The Eternal Alley:
Midaq Alley by Naguib Mahfouz

July 23, 2007

Naguib Mahfouz begins his novel Midaq Alley (1947) with an arresting image of change. In the coffee house—a central meeting place for the men of the alley—we meet an old poet who presumes to ply his trade:

He played a few introductory notes just as the coffee-house had heard him play every evening for twenty years or more. His frail body swayed in time with the music. Then he cleared his throat, spat, and said: "In the name of God." [4-5]

The scene is familiar to readers of Lane's Account of the Manners and Customs of the Modern Egyptians. We are witnessing a traditional mode of entertainment.. the vehicle through which stories such as those of the 1,001 Nights have come down to us. But Mahfouz will have none of it, and the poet is summarily kicked out of the coffee-shop. The owner speaks curtly to the poet:

"We know all the stories you tell by heart and we don't need to run through them again. People today don't want a poet. They keep asking me for a radio and there's one over there being installed now. So go away and leave us alone..." [5]

The poet never reappears in the novel. The scene stands out as an odd one, disconnected from the plot, but it allows Mahfouz to position himself with respect to traditional storytelling. Radio is in, and as the novel was by no means a traditional literary form in Arabic, we should align the novel with radio.. displacing traditional forms that nobody listened to anymore.
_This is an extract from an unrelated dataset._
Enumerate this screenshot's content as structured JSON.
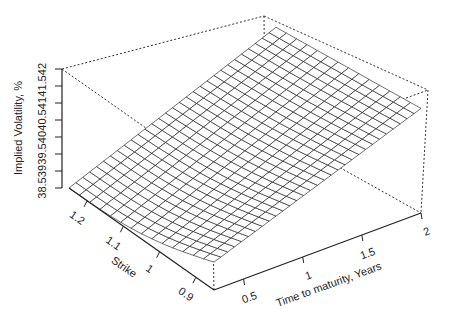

For all the confidence that the novel is an exciting form that people will want to read (Mahfouz writes a straightforward narrative that is hard to put down), there is an underlying stasis in the social world of the alley. A novel that begins by kicking out a traditional poet and turning on the radio is nevertheless fearful of moral change. I find that contrast difficult to reconcile: it is almost as if Mahfouz wants to lay claim to a modern method but then describe the same old alley and its social world.
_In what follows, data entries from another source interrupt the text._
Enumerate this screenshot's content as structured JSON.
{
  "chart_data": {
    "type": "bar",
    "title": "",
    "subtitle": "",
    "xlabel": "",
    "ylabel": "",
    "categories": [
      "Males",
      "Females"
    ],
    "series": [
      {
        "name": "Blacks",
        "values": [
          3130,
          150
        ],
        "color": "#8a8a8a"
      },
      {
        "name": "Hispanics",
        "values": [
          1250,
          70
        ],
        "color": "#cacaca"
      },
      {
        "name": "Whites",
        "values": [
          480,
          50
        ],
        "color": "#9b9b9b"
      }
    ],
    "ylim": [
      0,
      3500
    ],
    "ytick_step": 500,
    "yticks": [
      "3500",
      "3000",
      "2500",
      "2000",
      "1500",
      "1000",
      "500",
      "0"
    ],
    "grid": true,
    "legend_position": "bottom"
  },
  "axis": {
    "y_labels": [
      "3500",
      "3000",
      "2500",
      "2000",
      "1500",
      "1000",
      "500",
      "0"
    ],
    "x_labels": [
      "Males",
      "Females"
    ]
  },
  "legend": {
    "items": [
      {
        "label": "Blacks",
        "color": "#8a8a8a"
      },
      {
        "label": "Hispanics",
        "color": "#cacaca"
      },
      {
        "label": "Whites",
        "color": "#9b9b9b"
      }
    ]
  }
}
The concept of the alley is hard for Americans to grasp. This last week I was reading The Great Arab Cities in the 16th-18th Centuries by André Raymond, and I was led to once again consider the importance of local structures such as the alley. Note the following map of some streets in Cairo around 1800:

That map is not going to be confused by anyone with New York City, and it is important to think about why that is. Grids allow for an openly accessible network of streets. The city is viewed as public and the streets are correspondingly useful to all. The above map shows a city which has major thoroughfares, but which then splinters into a number of small alleys that go nowhere. These alleys are not public space.. not meant to be useful to everyone.. but are the small fortresses of private life. Writing about the situation in Cairo, Raymond comments:

...these quarters formed unities that were often completely closed. They were placed under the authority of shaykhs who, given the limited dimensions of the quarters (generally a maximum of 4 or 5 hectares, often much less, with a population of 1,000 to 2,000 inhabitants, that is, 200 to 400 families), were able to exercise effective and efficient control over the entire population... [15]
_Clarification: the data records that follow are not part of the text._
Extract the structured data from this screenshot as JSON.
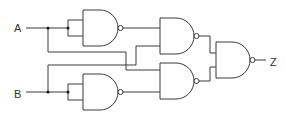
{
  "diagram": {
    "type": "logic-circuit",
    "inputs": [
      {
        "label": "A"
      },
      {
        "label": "B"
      }
    ],
    "output": {
      "label": "Z"
    },
    "gates": [
      {
        "id": "nand1",
        "type": "NAND",
        "inputs": [
          "A",
          "A"
        ]
      },
      {
        "id": "nand2",
        "type": "NAND",
        "inputs": [
          "nand1",
          "B"
        ]
      },
      {
        "id": "nand3",
        "type": "NAND",
        "inputs": [
          "B",
          "B"
        ]
      },
      {
        "id": "nand4",
        "type": "NAND",
        "inputs": [
          "A",
          "nand3"
        ]
      },
      {
        "id": "nand5",
        "type": "NAND",
        "inputs": [
          "nand2",
          "nand4"
        ]
      }
    ],
    "colors": {
      "line": "#3a3a3a",
      "background": "#ffffff"
    }
  }
}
This is the essential backdrop for Midaq Alley, and we go wrong if we imagine some American neighborhood (which generally includes a lot of people who barely know each other). The point about Midaq Alley is that it is a world unto itself.. providing the social bounds within which its inhabitants live and eventually die. We have seen that Mahfouz understands the changes being introduced by the modern world, but still the alley system holds. Having reached a climax, Mahfouz writes: "This crisis too, like all the others, finally subsided and the alley returned to its usual state of indifference and forgetfulness..." (244).

I would be curious to trace in Mahfouz his confidence, rising or falling, in the continuity of this Egyptian geography/way of life. From my contemporary vantage point it would seem he overestimated the timelessness of this way of life.. writing as he did at the beginning of the steep population curve that would utterly change his city.